I have no idea where these concepts are coming from based on what I wrote. Why is it that having a goal in a game suddenly means that there is no surprise? I mean, it's called the Temple of Doom for a reason. It's there, somewhere in the jungle. (or the desert or whereever) If the heroes go there to find the Lost Temple of Tharizdun, well by gosh, they're likely going to find it aren't they?

Why is tripping over things by accident somehow more rewarding than actually finding what you are looking for? Since most RPG's are set up that the players at least have a chance of winning, finding what they are looking for is a pretty achievable goal I would think.
 

my game? it is not just my game. if he wanted to ask for the individual's response:

the question should read why are you playing a game?

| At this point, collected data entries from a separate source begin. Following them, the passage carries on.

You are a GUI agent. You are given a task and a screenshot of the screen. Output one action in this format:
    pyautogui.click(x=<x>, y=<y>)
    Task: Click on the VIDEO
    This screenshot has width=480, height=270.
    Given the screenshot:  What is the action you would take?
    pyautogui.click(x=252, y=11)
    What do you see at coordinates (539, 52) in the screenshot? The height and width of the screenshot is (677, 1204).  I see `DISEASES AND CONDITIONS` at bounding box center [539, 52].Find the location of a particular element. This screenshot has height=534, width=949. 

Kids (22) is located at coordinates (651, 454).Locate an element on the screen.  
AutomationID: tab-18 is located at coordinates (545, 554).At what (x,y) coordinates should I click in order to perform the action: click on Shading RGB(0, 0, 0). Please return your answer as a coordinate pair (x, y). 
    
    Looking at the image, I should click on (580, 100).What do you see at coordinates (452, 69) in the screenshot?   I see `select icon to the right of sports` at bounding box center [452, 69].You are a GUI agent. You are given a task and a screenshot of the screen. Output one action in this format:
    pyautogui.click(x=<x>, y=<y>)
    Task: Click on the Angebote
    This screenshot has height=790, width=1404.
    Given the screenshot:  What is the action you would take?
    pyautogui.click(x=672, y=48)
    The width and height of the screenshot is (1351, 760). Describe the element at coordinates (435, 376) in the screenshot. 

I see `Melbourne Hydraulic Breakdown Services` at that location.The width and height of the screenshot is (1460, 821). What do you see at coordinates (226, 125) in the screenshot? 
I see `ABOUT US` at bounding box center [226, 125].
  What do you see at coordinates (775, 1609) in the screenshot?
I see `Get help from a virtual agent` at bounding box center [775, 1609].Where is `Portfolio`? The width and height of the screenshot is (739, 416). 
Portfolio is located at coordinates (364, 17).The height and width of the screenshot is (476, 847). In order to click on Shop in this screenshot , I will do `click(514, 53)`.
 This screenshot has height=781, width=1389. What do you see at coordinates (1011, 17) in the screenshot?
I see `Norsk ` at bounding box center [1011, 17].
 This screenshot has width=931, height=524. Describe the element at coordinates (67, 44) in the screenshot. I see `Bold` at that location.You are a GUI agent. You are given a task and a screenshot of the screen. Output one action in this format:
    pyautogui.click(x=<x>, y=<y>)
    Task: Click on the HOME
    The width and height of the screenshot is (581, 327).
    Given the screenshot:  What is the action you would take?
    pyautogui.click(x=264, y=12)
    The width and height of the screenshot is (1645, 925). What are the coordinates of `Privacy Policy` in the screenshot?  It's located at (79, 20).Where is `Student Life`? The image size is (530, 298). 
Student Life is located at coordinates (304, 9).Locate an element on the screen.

if he was curious about the game the individual plays in with a group it should read:

what does your group play?


basically i am agreeing with Umbran. group play is multilayered.
 

Again, surprise surprise, I disagree. :)

Upthread, Celebrim mentioned Sanity scores in Call of Cthulu. To me, this actually does perfectly define what CoC is about. If you were to reduce CoC to a one word or short phrase descriptor, I would do it thusly:

Impending, inevitable doom.

Nothing your character can do can change that. You will fail. The longer you play, the greater the chance is that your character will succumb to the terrors of the beyond until that chance eventually reaches one. How better to tell players that than have what effectively becomes a "count down" stat on their character sheet. When this stat reaches a certain point, which it always, always will, you succumb.

To me, while there is no "doom" stat specifically on the character sheet, the Sanity score is exactly that. It's a countdown that will inevitably reach zero. The best you can hope for as a player is putting off the inevitable, but, you can never, ever beat it.

Again, to me, this is a perfect example of what John Wick is talking about.
 

Loss of sanity is an effect of messing with Lovecraft's uncanny horrors. There's a similar effect of long immersion in the horrors of senseless war in 3:16. But the actual premise of the game is in the deeds producing those effects. Likewise, the activity of going into dungeons to steal the hoards of dragons produces experience points in old D&D -- and to some players that game is "about" attaining ever higher levels.
 

Loss of sanity is an effect of messing with Lovecraft's uncanny horrors. There's a similar effect of long immersion in the horrors of senseless war in 3:16. But the actual premise of the game is in the deeds producing those effects. Likewise, the activity of going into dungeons to steal the hoards of dragons produces experience points in old D&D -- and to some players that game is "about" attaining ever higher levels.

Totally agree.

Actually, I would say that the core of D&D has always been about attaining ever higher levels. You kill stuff to get stronger so you can kill bigger stuff is the basis of the core of the D&D experience. And it works. Heck, a bajillion WOW players can't all be wrong. :)

Again, if you were to boil down Lovecraft it's the horror of the unknown. The mind-shattering horror of the unknown and unknowable. You start out a fairly stable hero and spiral downward into madness, never to return.

That captures both Lovecraft and the game's essence pretty well IMO.
 

The "Hatred of Earth" (or whatever it's called) rating in at least the free version of 3:16 seems to me pretty open-ended in its consequences, even if taken as the drive to destroy that I recall is given as standard. I think it would be perfectly fine to take some other approach to the alienation (having in mind Haldeman's The Forever War and its lesser sequel Forever Free).

In fact, I think it would be better to leave that response wide open. Demobilization would add (to my mind) an interesting aspect to the game.